Shortly after the death of Callixtus III, the pontiff’s household comprised no fewer than 150 “lords” and “ministers,” together with 80 ancillary servants, whose activities were regulated with almost military precision.
By the same token, no self-respecting cardinal would make do without a
famiglia
comprising at least 100–120 attendants and hangers-on, a sizable number of whom would ride out with him whenever he ventured forth into the city. If this weren’t enough, it was also expected that each cardinal would throw his house open to all and sundry in a conspicuous display of munificence. As a sixteenth-century papal bull put it, “
The dwelling of a cardinal should be an open house, a harbor and a refuge especially for upright and learned men, and for poor nobles and honest persons.” At the upper end of the scale, dozens of petitioners seeking grants, benefices, or favors flocked through the doors of his palace each day from morning to night, in the hope that the great man would put in a good word or welcome them into his household.
But at the lower end of the scale, there were crowds of poor, down-at-heel men and women gathered around the gates, begging for food or money, and a good cardinal had to provide for as many as possible.

Perhaps most impressive of all was the scale of the entertainments that the papal court laid on. The palace was ultimately a place of bacchanalian revelry. The
Belvedere Courtyard in the Vatican Palace played host to enormous tournaments and bullfights throughout the Renaissance, the papal gardens housed great collections of exotic animals (including Hanno, the white elephant), and glamorously staged plays were a regular occurrence. More dramatically, popes and cardinals were all but obliged to hold bewilderingly regular banquets of colossal richness. There were dozens of rich courses, countless barrels
of the finest wines, scores of musicians, and every opportunity for making merry until dawn. In June 1473, for example,
Cardinal Pietro Riario held a vast banquet with more than forty different dishes, including (inexplicably) gilded bread and a roast bear.

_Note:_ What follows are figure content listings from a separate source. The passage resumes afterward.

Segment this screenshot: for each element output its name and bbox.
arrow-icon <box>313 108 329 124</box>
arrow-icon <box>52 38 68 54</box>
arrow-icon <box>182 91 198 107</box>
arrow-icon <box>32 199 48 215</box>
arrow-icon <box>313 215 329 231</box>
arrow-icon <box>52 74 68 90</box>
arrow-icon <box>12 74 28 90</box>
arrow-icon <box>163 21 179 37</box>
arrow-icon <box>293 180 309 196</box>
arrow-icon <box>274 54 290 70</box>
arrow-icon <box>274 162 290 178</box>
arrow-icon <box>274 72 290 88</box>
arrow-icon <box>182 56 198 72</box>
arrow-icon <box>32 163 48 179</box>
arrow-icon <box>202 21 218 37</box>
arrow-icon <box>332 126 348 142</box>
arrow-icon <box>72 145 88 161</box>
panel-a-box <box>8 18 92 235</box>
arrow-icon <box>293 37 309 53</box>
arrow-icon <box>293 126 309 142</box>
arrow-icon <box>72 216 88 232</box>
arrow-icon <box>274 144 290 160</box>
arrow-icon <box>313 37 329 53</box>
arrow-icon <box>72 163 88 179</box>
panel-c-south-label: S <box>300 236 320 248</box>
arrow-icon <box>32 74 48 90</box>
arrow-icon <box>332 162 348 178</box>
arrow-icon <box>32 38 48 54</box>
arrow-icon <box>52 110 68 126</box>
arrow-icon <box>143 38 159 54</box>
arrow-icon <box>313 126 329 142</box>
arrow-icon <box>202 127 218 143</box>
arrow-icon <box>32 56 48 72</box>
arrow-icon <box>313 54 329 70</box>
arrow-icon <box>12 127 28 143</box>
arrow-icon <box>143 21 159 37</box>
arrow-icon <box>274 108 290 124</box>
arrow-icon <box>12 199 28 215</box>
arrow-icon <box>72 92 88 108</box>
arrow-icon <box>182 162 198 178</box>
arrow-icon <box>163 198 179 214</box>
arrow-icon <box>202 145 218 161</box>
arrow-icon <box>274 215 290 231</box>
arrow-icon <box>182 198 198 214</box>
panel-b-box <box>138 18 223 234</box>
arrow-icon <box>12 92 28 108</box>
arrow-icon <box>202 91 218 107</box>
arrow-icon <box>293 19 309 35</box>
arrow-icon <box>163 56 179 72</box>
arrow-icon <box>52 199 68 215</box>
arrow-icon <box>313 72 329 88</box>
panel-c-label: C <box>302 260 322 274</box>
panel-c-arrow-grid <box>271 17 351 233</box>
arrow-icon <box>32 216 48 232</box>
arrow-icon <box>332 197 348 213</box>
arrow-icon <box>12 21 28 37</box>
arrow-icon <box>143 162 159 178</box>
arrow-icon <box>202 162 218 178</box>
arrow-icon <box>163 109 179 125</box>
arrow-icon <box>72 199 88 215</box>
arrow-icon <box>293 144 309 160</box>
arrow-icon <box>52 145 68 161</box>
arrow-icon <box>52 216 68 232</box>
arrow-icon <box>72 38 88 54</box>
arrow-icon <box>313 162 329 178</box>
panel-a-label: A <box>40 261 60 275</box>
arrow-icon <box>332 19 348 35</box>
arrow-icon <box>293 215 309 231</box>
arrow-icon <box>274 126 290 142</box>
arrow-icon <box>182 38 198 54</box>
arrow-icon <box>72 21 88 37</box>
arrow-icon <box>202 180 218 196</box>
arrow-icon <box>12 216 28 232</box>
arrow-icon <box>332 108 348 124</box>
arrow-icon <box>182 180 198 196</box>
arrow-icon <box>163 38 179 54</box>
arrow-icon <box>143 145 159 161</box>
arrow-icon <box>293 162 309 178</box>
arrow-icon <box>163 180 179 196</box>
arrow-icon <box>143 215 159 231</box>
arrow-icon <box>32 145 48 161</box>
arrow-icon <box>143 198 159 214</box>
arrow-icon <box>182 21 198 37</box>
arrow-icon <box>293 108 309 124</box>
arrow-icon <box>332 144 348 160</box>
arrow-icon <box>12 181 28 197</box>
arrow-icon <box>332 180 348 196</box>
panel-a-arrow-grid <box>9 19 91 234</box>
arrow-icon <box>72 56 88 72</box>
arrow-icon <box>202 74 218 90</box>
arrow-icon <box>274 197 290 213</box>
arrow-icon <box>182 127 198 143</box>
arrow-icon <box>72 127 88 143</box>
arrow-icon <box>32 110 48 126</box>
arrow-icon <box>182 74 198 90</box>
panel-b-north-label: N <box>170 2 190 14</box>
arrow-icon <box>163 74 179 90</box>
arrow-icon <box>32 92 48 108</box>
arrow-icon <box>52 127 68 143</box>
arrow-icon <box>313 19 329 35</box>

Magnificent as it all may have been, however, the cultivation of courtly grandeur came at a price. However much the Curia tried to justify its opulent lifestyle by appealing to the respect and honor due to the Chair of Saint Peter, it simply wasn’t possible to indulge the splendor of courtly life without also falling prey to the vices of secular courts. In Rome, the moral standards of the Curia degenerated at the same rate as the grandeur of the papacy increased.